JERSEY CITY — Oscar Aviles, Hudson County’s department of corrections director, is retiring next month after 26 years on the job.

Aviles, 49, rose from line officer to become head of the department in 2004. Tish Nalls-Castillo, a deputy director, will succeed him in an acting capacity.

“Corrections is a demanding field, the work is stressful,” Aviles said in a statement issued this morning, “but I am proud of all that we as a department — officers, supervisors and civilian staff — accomplished to raise professionalism in our ranks and to treat those in our custody as humanely as possible.”

Though Aviles is the No. 1 guy at the Hudson County jail in Kearny, he’s receiving praise today for what he’s done for inmates after they are released. His support of a robust prisoner re-entry program, intended to integrate offenders back into society, was “tremendous,” his friends and colleagues told The Jersey Journal.

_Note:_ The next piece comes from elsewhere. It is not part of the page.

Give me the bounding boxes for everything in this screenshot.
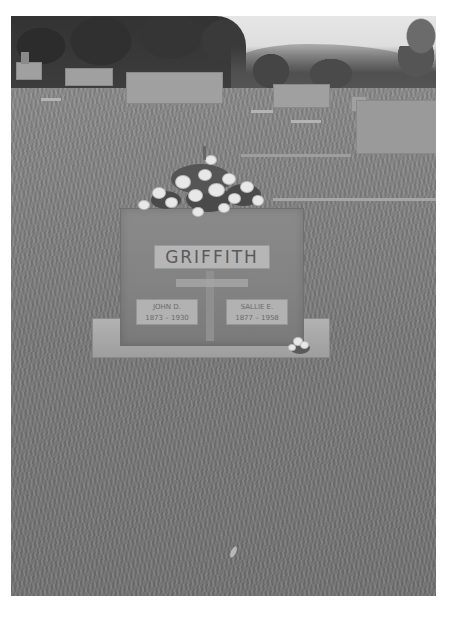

Freeholder Bill O’Dea said Aviles “started out slow” in that area, but in the end became “a very good advocate” for ex-offenders and has “developed a real passion for it, too.”

The county’s program, run with former Gov. Jim McGreevey’s help, provides counseling, group therapy and education to inmates, as well as helping them find housing, employment and addiction services.

“Oscar has been a relentless advocate for re-entry,” McGreevey said.


Last year, Aviles acknowledged in an interview with NJ Advance Media that embracing the program involved a change in his own philosophy.

“It was easy for me to say, ‘I’m the warden, this is my facility. What happens when people leave here, it’s not my problem.’ So this is a major shift, ”

Aviles’ currently salary is $136,094.

Hudson County Executive Tom DeGise, announcing Aviles’ retirement plans in a statement today, called him “a national leader in the field of corrections.”

Aviles “recognized for his humane and innovative approach to the vexing issues facing county correctional facilities in urban areas where the cycle of addiction and incarceration exacts a brutal toll on those caught up in it and demands ever-higher bills for taxpayers,” DeGise said.